The Hon. R.I. LUCAS (Leader of the Opposition): Members will remember that after the 2002 state election the first Rann government broke a series of fundamental election promises that it made right across the board, starting in the tax area. Fundamental commitments not to introduce any new taxes or charges and not to increase any existing taxes and charges were thrown out the window in the first budget of 2002. The moral underpinning of the Rann government—then and now—was laid bare in the Hansard of the House of Assembly on 15 July 2002 when Treasurer Kevin Foley said:
“You do not have the moral fibre to go back on your promise. I have. . .”
That moral underpinning of the Rann government from 2002, sadly, has continued not only for the Treasurer but also the Premier, ministers and all other Labor members for the past four or five years. We saw most of the significant election promises made in 2002 broken in the government’s first four years, even to the extent where the government or the Labor Party had given a written guarantee to the Hotels Association not to increase taxes on the industry for the next four years. Perhaps not surprisingly, the Labor organisation (of which the Hon. Mr Hunter would be familiar) pocketed a tidy six-figure sum from the Hotels Association on the basis of that written undertaking from the Treasurer. Within weeks of the election the Treasurer, the Premier and this government tore up that written guarantee and significantly increased the level of taxation on the industry. Sadly, this government does not seem to have learnt, and we are now seeing the careful preparation of the ground for the breaking of significant election promises in the 2006 budget—the first budget after the 2006 state election.
I turn to the government’s commitments about no Public Service job or service cuts, and I refer members to an interview the Treasurer gave on ABC Radio on 16 March. Mr Foley said:
“We at this point are looking at about 800 additional vital public servants in our promises to date. That is 400 police, 100 teachers, 44 new medical specialists.”
Matthew Abraham asked the question, `And you won’t fund those by getting rid of other jobs?’; and Mr Foley said no. It was clear, explicit and absolute that the Rann government was giving the commitment that, even if it was to add additional officers in terms of police and teachers, it would not reduce other Public Service jobs to help pay for those new positions. Jan McMahon from the PSA on 22 June indicated the nature of the promise that they had been given. She said:
“The government gave a commitment that it would not reduce jobs and it would not reduce services. If they break that promise then that will be very significant.”
It is clear that the government is intent on breaking that particular commitment. The government evidently has constructed some new Treasury estimate of the existing number of officers within the public sector. It seems extra¬ordinary that this Treasurer’s lack of command of what is occurring in the public sector has reached the degree where finally, after five years, he has been brought to the position of trying to implement some degree of control.
The reality is that in the 2002, 2003 and 2004 state budgets there was an estimated increase of some 666 jobs in the Public Service. It blew out to approximately 6 900—a blow out of 6 243 extra public servants in just three budg¬ets—unbudgeted increases in Public Service numbers. The tragedy is that, after five years, the Treasurer does not have the capacity to control financial management and service job numbers in the public sector and only now has been dragged kicking and screaming to a position where he might institute some degree of control.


-- What the task asks --
Below is a block of entries; repeat all of it exactly but omit the pictures.

-- Data to examine --
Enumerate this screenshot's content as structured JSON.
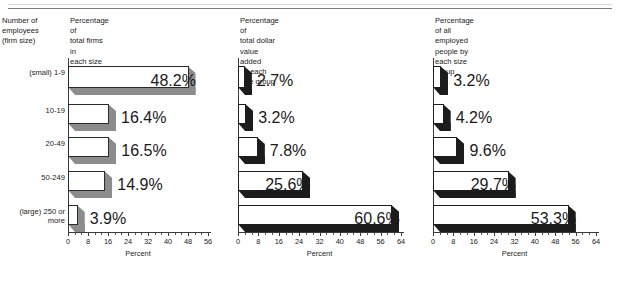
{
  "figure": {
    "background": "#ffffff",
    "row_label_header": "Number of\nemployees\n(firm size)",
    "axis_title": "Percent",
    "categories": [
      {
        "prefix": "(small)",
        "label": "1-9"
      },
      {
        "prefix": "",
        "label": "10-19"
      },
      {
        "prefix": "",
        "label": "20-49"
      },
      {
        "prefix": "",
        "label": "50-249"
      },
      {
        "prefix": "(large)",
        "label": "250 or\nmore"
      }
    ]
  },
  "chart_data": [
    {
      "type": "bar",
      "orientation": "horizontal",
      "title": "Percentage of\ntotal firms in\neach size group",
      "xlabel": "Percent",
      "ylabel": "",
      "categories": [
        "1-9",
        "10-19",
        "20-49",
        "50-249",
        "250 or more"
      ],
      "values": [
        48.2,
        16.4,
        16.5,
        14.9,
        3.9
      ],
      "value_labels": [
        "48.2%",
        "16.4%",
        "16.5%",
        "14.9%",
        "3.9%"
      ],
      "xlim": [
        0,
        56
      ],
      "xticks": [
        0,
        8,
        16,
        24,
        32,
        40,
        48,
        56
      ],
      "xticklabels": [
        "0",
        "8",
        "16",
        "24",
        "32",
        "40",
        "48",
        "56"
      ],
      "grid": false,
      "legend": "none",
      "bar_face_color": "#ffffff",
      "bar_side_color": "#8c8c8c",
      "bar_edge_color": "#2b2b2b"
    },
    {
      "type": "bar",
      "orientation": "horizontal",
      "title": "Percentage of\ntotal dollar value added\nby each size group",
      "xlabel": "Percent",
      "ylabel": "",
      "categories": [
        "1-9",
        "10-19",
        "20-49",
        "50-249",
        "250 or more"
      ],
      "values": [
        2.7,
        3.2,
        7.8,
        25.6,
        60.6
      ],
      "value_labels": [
        "2.7%",
        "3.2%",
        "7.8%",
        "25.6%",
        "60.6%"
      ],
      "xlim": [
        0,
        64
      ],
      "xticks": [
        0,
        8,
        16,
        24,
        32,
        40,
        48,
        56,
        64
      ],
      "xticklabels": [
        "0",
        "8",
        "16",
        "24",
        "32",
        "40",
        "48",
        "56",
        "64"
      ],
      "grid": false,
      "legend": "none",
      "bar_face_color": "#ffffff",
      "bar_side_color": "#1c1c1c",
      "bar_edge_color": "#1c1c1c"
    },
    {
      "type": "bar",
      "orientation": "horizontal",
      "title": "Percentage of all\nemployed people by\neach size group",
      "xlabel": "Percent",
      "ylabel": "",
      "categories": [
        "1-9",
        "10-19",
        "20-49",
        "50-249",
        "250 or more"
      ],
      "values": [
        3.2,
        4.2,
        9.6,
        29.7,
        53.3
      ],
      "value_labels": [
        "3.2%",
        "4.2%",
        "9.6%",
        "29.7%",
        "53.3%"
      ],
      "xlim": [
        0,
        64
      ],
      "xticks": [
        0,
        8,
        16,
        24,
        32,
        40,
        48,
        56,
        64
      ],
      "xticklabels": [
        "0",
        "8",
        "16",
        "24",
        "32",
        "40",
        "48",
        "56",
        "64"
      ],
      "grid": false,
      "legend": "none",
      "bar_face_color": "#ffffff",
      "bar_side_color": "#1c1c1c",
      "bar_edge_color": "#1c1c1c"
    }
  ]
}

-- Answer to this task --
Enumerate this screenshot's content as structured JSON.
{
  "figure": {
    "background": "#ffffff",
    "row_label_header": "Number of\nemployees\n(firm size)",
    "axis_title": "Percent",
    "categories": [
      {
        "prefix": "(small)",
        "label": "1-9"
      },
      {
        "prefix": "",
        "label": "10-19"
      },
      {
        "prefix": "",
        "label": "20-49"
      },
      {
        "prefix": "",
        "label": "50-249"
      },
      {
        "prefix": "(large)",
        "label": "250 or\nmore"
      }
    ]
  },
  "chart_data": [
    {
      "type": "bar",
      "orientation": "horizontal",
      "title": "Percentage of\ntotal firms in\neach size group",
      "xlabel": "Percent",
      "ylabel": "",
      "categories": [
        "1-9",
        "10-19",
        "20-49",
        "50-249",
        "250 or more"
      ],
      "values": [
        48.2,
        16.4,
        16.5,
        14.9,
        3.9
      ],
      "value_labels": [
        "48.2%",
        "16.4%",
        "16.5%",
        "14.9%",
        "3.9%"
      ],
      "xlim": [
        0,
        56
      ],
      "xticks": [
        0,
        8,
        16,
        24,
        32,
        40,
        48,
        56
      ],
      "xticklabels": [
        "0",
        "8",
        "16",
        "24",
        "32",
        "40",
        "48",
        "56"
      ],
      "grid": false,
      "legend": "none",
      "bar_face_color": "#ffffff",
      "bar_side_color": "#8c8c8c",
      "bar_edge_color": "#2b2b2b"
    },
    {
      "type": "bar",
      "orientation": "horizontal",
      "title": "Percentage of\ntotal dollar value added\nby each size group",
      "xlabel": "Percent",
      "ylabel": "",
      "categories": [
        "1-9",
        "10-19",
        "20-49",
        "50-249",
        "250 or more"
      ],
      "values": [
        2.7,
        3.2,
        7.8,
        25.6,
        60.6
      ],
      "value_labels": [
        "2.7%",
        "3.2%",
        "7.8%",
        "25.6%",
        "60.6%"
      ],
      "xlim": [
        0,
        64
      ],
      "xticks": [
        0,
        8,
        16,
        24,
        32,
        40,
        48,
        56,
        64
      ],
      "xticklabels": [
        "0",
        "8",
        "16",
        "24",
        "32",
        "40",
        "48",
        "56",
        "64"
      ],
      "grid": false,
      "legend": "none",
      "bar_face_color": "#ffffff",
      "bar_side_color": "#1c1c1c",
      "bar_edge_color": "#1c1c1c"
    },
    {
      "type": "bar",
      "orientation": "horizontal",
      "title": "Percentage of all\nemployed people by\neach size group",
      "xlabel": "Percent",
      "ylabel": "",
      "categories": [
        "1-9",
        "10-19",
        "20-49",
        "50-249",
        "250 or more"
      ],
      "values": [
        3.2,
        4.2,
        9.6,
        29.7,
        53.3
      ],
      "value_labels": [
        "3.2%",
        "4.2%",
        "9.6%",
        "29.7%",
        "53.3%"
      ],
      "xlim": [
        0,
        64
      ],
      "xticks": [
        0,
        8,
        16,
        24,
        32,
        40,
        48,
        56,
        64
      ],
      "xticklabels": [
        "0",
        "8",
        "16",
        "24",
        "32",
        "40",
        "48",
        "56",
        "64"
      ],
      "grid": false,
      "legend": "none",
      "bar_face_color": "#ffffff",
      "bar_side_color": "#1c1c1c",
      "bar_edge_color": "#1c1c1c"
    }
  ]
}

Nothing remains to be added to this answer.